Would Jesus have seen it there? It's only conjecture, but somehow it seems to be the way he read his bible.
After all, the scriptures are supposed to testify to this, and when it comes to the suffering, that's easy enough to find. There are plenty of references in Isaiah, not to mention the experience of every servant of God to come before him, so whether in direct prophecy or typologically, there is plenty of evidence for the fact that Jesus as God's servant was going to suffer and die... but how did he know he was going to rise?
Sure there are some rather oblique references in Isaiah to resurrection generally: 25.8, 26.19, but where did the certainty come from that he himself, the servant of the Lord would rise?? One day I'll write a fuller article about this, but here's my suspicion:
Jesus had a way of seeing things implied in Scripture when they are not clearly stated. Think for example of the way he reasoned for the resurrection from the fact that God IS the god of Abraham, Isaac and Jacob in Matt 22.32. A present tense in God's statement about himself is enough to tip Jesus off to the fact that the death of the body is not the final end of the person.
I suspect his expectation of his own resurrection is reasoned in a similar manner.
Take for example Psalm 22. It's a Psalm that at so many points Jesus applied to himself. Through the first 20 and a 1/2 verses the suffering of God's servant is plain, what is not plain is the presence of Resurrection. But wouldn't you almost expect Resurrection to be there if it was as integral to Christ's mission as he thought it was? If this Psalm is such a clear statement of the experience of God's servant, wouldn't you expect Resurrection to be there? I think it is. It's implied.
Verse 21 begins with the subject calling for God's deliverance, he has been poured out, his bones are showing, they have pierced him, and he cries out to be saved from the mouth of the lion... Then what happens? There's a miraculous turnaround. The second half of verse 21 is a clear statement of his having been delivered. But how? How is it possible to go from the suffering and abandonment of the first 20 & 1/2 verses to the confident assertion of deliverance in the second half of verse 21? I think the answer is resurrection. In the same way Jesus sees resurrection implied in the relationship of God with Abraham, Jesus sees his own resurrection implied in the reversal of fortune seen in Psalm 22.
And if you are willing to accept implied resurrection then you begin to see it everywhere. Take Isaiah 49 as an example. The early verses of Isaiah 49 are a constant confusion of positive statements about the servant and heartbreaking reflections on his powerlessness and pain. In verses 1-2 the servant is called, named, and made to be a polished arrow, but then he's hidden, concealed. In verse 3 he is the servant in whom God will be glorified, but then in verse 4 he seems to have laboured in vain. All this potential seems to have emptied itself into vanity and the spending of strength for nothing. But then, once again, we see this impossible turn around. The second half of verse 4 has the servant's recompense being with God and his right is with the Lord. How is it possible? How is it possible to be both poured out and still successful? I suspect the reason is resurrection.

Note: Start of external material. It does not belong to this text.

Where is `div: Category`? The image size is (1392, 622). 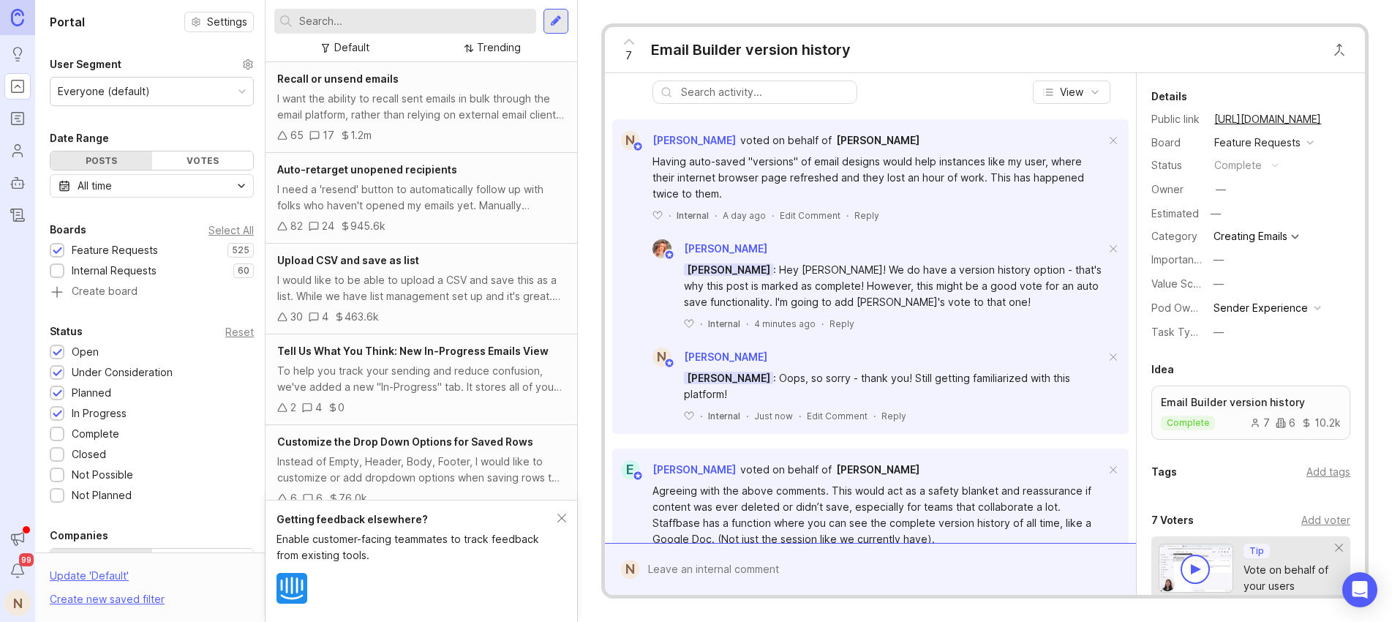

If we're looking for resurrection throughout the whole of the Old Testament, and not just a few isolated texts, then I think the place to see it is both typologically in the deliverance of God's servants and prophetically in the paradoxical reversals of fortune God's servants seem to experience.
Would Jesus have seen it there? It's only conjecture, but somehow it seems to be the way he read his bible.